Dominance
World recordDominance measures how far the top seat is from the rest. Concretely: across an event's full history, how many of the current #1's individual results are strictly faster than every other person's best? That count is dominance.
P claims #1 through #N alone with all of their own marks = high-score domination; P beats #2 by 0.01s = near-zero dominance even though they hold the WR. Two metrics (single / average) × two views (live ranking / WR evolution), with the history view drawing how that depth grew.
By the numbers
Data source
Single mode reads result_attempts (one row per solve), Average mode reads results.average (one row per round). Both scan per-event in start_date order, without embedded person/comp link strings (slim rows save ~2GB at 5M rows).
During the scan, maintain a sorted array + running best per person; at each date boundary check whether dominance just hit a new max. Final markdown links are resolved with one IN (...) query over the surviving few dozen IDs.
-- Single (瘦行)
SELECT result.person_id, ra.value,
result.competition_id AS comp_id, competition.start_date
FROM result_attempts ra
JOIN results result ON result.id = ra.result_id
JOIN competitions competition ON competition.id = result.competition_id
WHERE ra.value > 0 AND result.event_id = '<event>'
ORDER BY competition.start_date;Algorithm / pipeline
result_attempts.value; Average ← results.average. Just four columns: person_id / value / comp_id / start_date — markdown links are resolved later, dodging string bloat across millions of rows.bisectLeft) into pv[person] (sorted array of all valid times for that person). Maintain pb[person] = running best.start_date rolls forward, scan pb: find global leader P + the second-best across everyone else (others_best). Then bisectLeft(pv[P], others_best) = number of P's results strictly faster than others_best.
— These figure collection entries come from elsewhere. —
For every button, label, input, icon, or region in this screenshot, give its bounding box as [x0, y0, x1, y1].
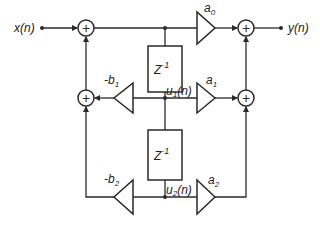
input-node: x(n) [13, 21, 44, 35]
svg-text:a1: a1 [206, 73, 217, 89]
svg-text:-b2: -b2 [104, 172, 120, 188]
filter-diagram: x(n) + a0 + y(n) Z-1 u1(n) -b1 + [0, 0, 320, 228]
adder-output: + [238, 20, 254, 36]
svg-text:+: + [82, 20, 90, 36]
adder-input: + [78, 20, 94, 36]
delay-2: Z-1 [148, 130, 182, 180]
adder-b1: + [78, 90, 94, 106]
gain-minus-b1: -b1 [104, 73, 133, 113]
gain-a1: a1 [197, 73, 217, 113]
svg-text:a0: a0 [204, 1, 216, 17]
u2-label: u2(n) [166, 183, 192, 198]
gain-minus-b2: -b2 [104, 172, 133, 214]
input-label: x(n) [13, 21, 35, 35]
svg-text:+: + [82, 90, 90, 106]
svg-text:+: + [242, 20, 250, 36]
output-label: y(n) [287, 21, 309, 35]
gain-a0: a0 [197, 1, 216, 44]
svg-text:+: + [242, 90, 250, 106]
svg-text:-b1: -b1 [104, 73, 119, 89]
u1-label: u1(n) [166, 84, 192, 99]
adder-a1: + [238, 90, 254, 106]
output-dot [279, 26, 283, 30]
gain-a2: a2 [197, 173, 220, 214]
svg-text:a2: a2 [208, 173, 220, 189]
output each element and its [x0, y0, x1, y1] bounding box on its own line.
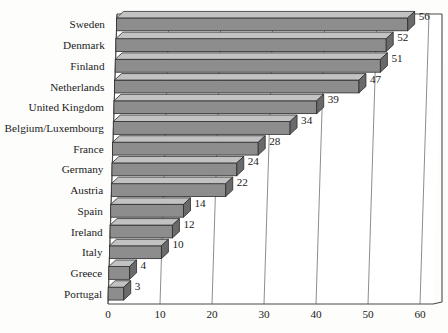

That's the day's dominance count.count > maxDom strictly, log a WR event: current P, comp, date, plus the comp where that person first reached domination (firstDom). Later compute improvement = +(count - prev.count) and run-length days.IN (...) query against persons / competitions to build markdown links; substitute slim-row IDs with link strings; emit 4 panels (2 metrics × {ranking, history}).Key formulae
Caveats & edges
- Tied results don't count —
bisectLeftreturns the first>= targetindex, so values equal toothers_bestdon't add to P's margin. - Single and Average run as fully independent scans — Single at attempt-granularity (all 5 solves of each round count), Average at round-granularity.
- Date boundaries split on
start_datestrings — multiple comps on the same day collapse into one boundary, not two. - When the leader changes,
firstDomresets — the new reign counts from the day they took the top seat, not from their first-ever result.